Fibre optic seismology at #GeoCon14
/We've been so busy this week, it's hard to take time to write. But for the record, here are two talks I liked yesterday at the Canada GeoConvention. Short version — Geophysics is awesome!
DAS good
Todd Bown from OptaSense gave an overview of the emerging applications for distributed acoustic sensing (DAS) technology. DAS works by shining laser pulses down a fibre optic cable, and measuring the amount of backscatter from impurities in the cable. Tiny variations in strain on the cable induced by a passing seismic wave, say, are detected as subtle time delays between light pulses. Amazing.
Fibre optic cables aren't as sensitive as standard geophone systems (yet?), but compared to conventional instrumentation, DAS systems have several advantages:
- Deployment is easy: fibre is strapped to the outside of casing, and left in place for years.
- You don't have to re-enter and interupt well operations to collect data.
- You can build ultra-long receiver arrays — as long as your spool of fibre.
- They are sensitive to a very broad band of signals, from DC to kilohertz.
Strain fronts
Later in the same session, Paul Webster (Shell) showed results from an experiment that used DAS as a fracture diagnosis tool.
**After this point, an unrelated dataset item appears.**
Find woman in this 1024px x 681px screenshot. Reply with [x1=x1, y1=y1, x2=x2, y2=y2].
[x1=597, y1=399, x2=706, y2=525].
That means you can record for minutes, hours, even days; if you can cope with all that data. Shell has accumulated over 300 TB of records from a handful of projects, and seems to be a leader in this area.
By placing a cable in one horizontal well in order to listen to the frac treatment from another, the cable can effectively designed to record data similar to a conventional shot gather, except with a time axis of 30 minutes. On the gathers he drew attention to slow-moving arcuate events that he called strain fronts. He hypothesized a number of mechanisms that might cause these curious signals: the flood of fracking fluids finding their way into the wellbore, the settling and closing creep of rock around proppant, and so on. This work is novel and important because it offers insight into the mechanical behavoir of engineered reservoirs, not just during the treatment, but long after.
Why is geophysics awesome? We can measure sound with light. A mile underground. That's all.